Why Methotrexate Comes First

Methotrexate is the starting point for nearly every RA treatment plan. International guidelines from both American and European rheumatology organizations agree: methotrexate should be part of the first treatment strategy. It works by dialing down the overactive immune response that causes joint inflammation and damage, and it’s been the backbone of RA treatment for decades because it’s effective, well-studied, and relatively affordable.

The usual starting dose is 7.5 mg taken once a week, not daily. This is an important distinction because methotrexate can cause serious harm if taken more frequently than prescribed. Your doctor will typically prescribe folic acid alongside it to reduce side effects like nausea and mouth sores. When you first start, expect blood tests every one to two weeks to monitor your liver and kidneys. Once your dose is stable and working, that drops to every two to three months.

Methotrexate doesn’t work overnight. It can take several weeks to months before you feel a meaningful difference, which is why short-term steroids are often added at the beginning to bridge the gap. These corticosteroids rapidly suppress inflammation and relieve symptoms while you wait for methotrexate to kick in. Guidelines recommend tapering off steroids within three months. Research shows that longer steroid courses and higher starting doses make it significantly harder to stop them later, creating a cycle of dependence that adds up to serious cumulative side effects like bone thinning and weight gain.

If you can’t take methotrexate due to liver problems, kidney disease, or intolerable side effects, two alternatives are typically considered as replacements: leflunomide and sulfasalazine. Both are in the same broad class of conventional disease-modifying drugs.

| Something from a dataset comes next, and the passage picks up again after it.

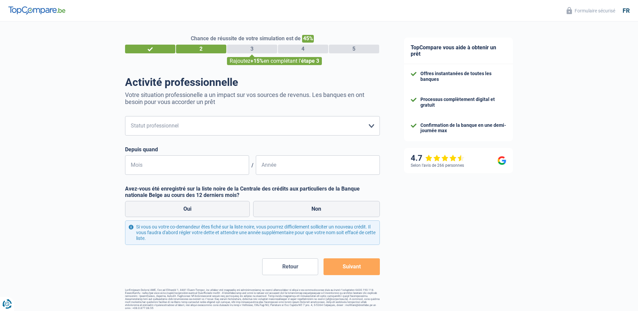  I want to click on div: Processus complètement digital et gratuit, so click(464, 102).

What Happens If Methotrexate Isn’t Enough

Not everyone responds adequately to methotrexate alone. When that happens, the next step depends on how severe your disease is and whether you have features that predict worse outcomes, such as high levels of inflammation markers, early joint erosion on imaging, or persistently swollen joints despite treatment.

If you don’t have these poor prognostic signs, your rheumatologist will likely try combining methotrexate with another conventional disease-modifying drug before moving to more advanced options. But if you do have signs of aggressive disease, the guidelines shift toward adding a biologic or a targeted oral medication sooner rather than later. The treatment target is always remission or, if that’s not realistic, the lowest possible disease activity.

Biologic Therapies

Biologics are a class of drugs made from living cells that target specific parts of the immune system rather than suppressing it broadly. They’re typically given as injections or infusions and are added to methotrexate rather than replacing it, since the combination tends to work better than either alone.

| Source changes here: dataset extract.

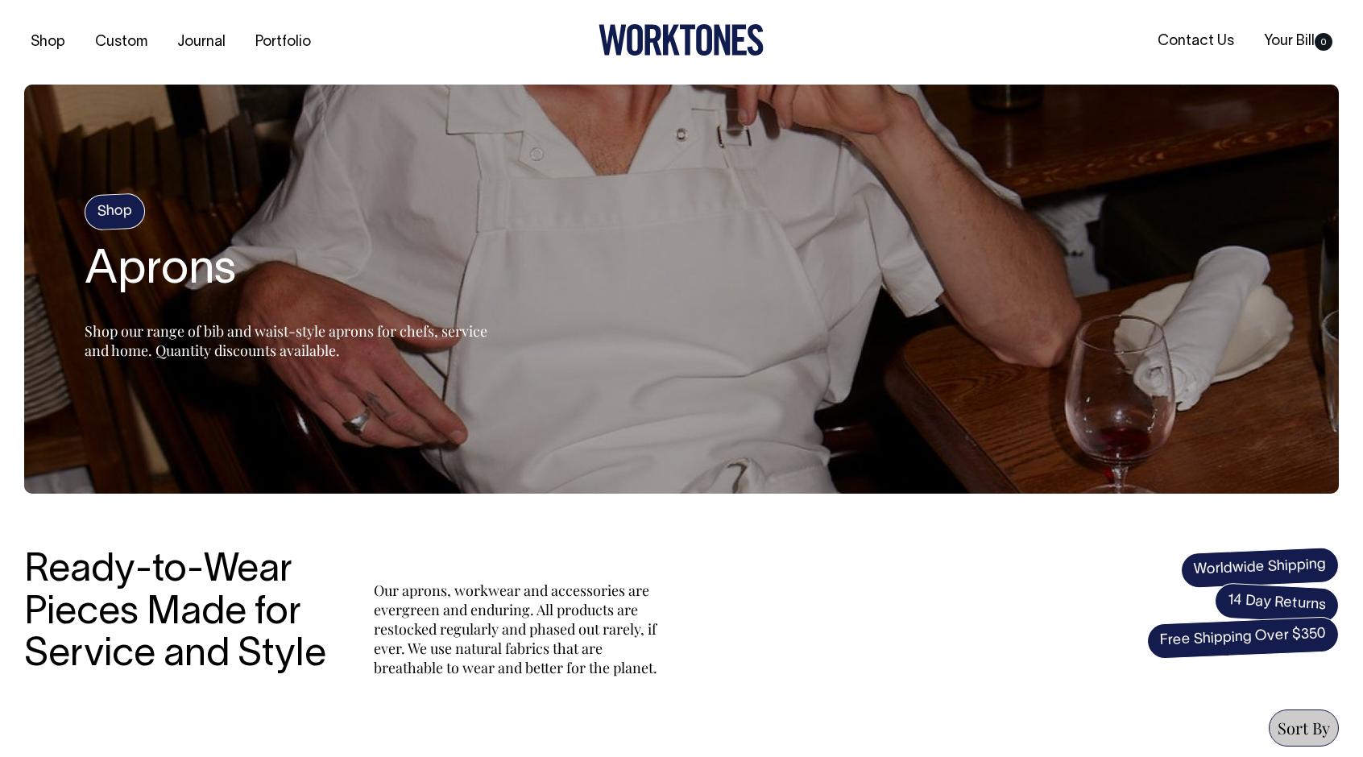  Describe the element at coordinates (1277, 604) in the screenshot. I see `span: 14 Day Returns` at that location.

The most commonly prescribed biologics for RA are TNF inhibitors, which block a protein called tumor necrosis factor that drives inflammation. There are five TNF inhibitors available, and they’ve been used in RA for over two decades with extensive safety data. If a TNF inhibitor doesn’t work or stops working, you have several options: try a different TNF inhibitor, or switch to a biologic with a completely different mechanism. These include drugs that block a different inflammatory protein called interleukin-6, drugs that reduce the activity of specific white blood cells called T-cells, and drugs that deplete another type of immune cell called B-cells. Your rheumatologist will choose based on your specific disease pattern and other health conditions.

Biosimilars, which are near-identical copies of original biologic drugs, have made these treatments more accessible. While individual treatment costs drop modestly with biosimilars, the bigger effect has been allowing more patients to access biologic therapy overall. A study from one rheumatology center found that the average cost per biologic user decreased after biosimilar introduction, but total spending stayed roughly the same because more patients were started on treatment.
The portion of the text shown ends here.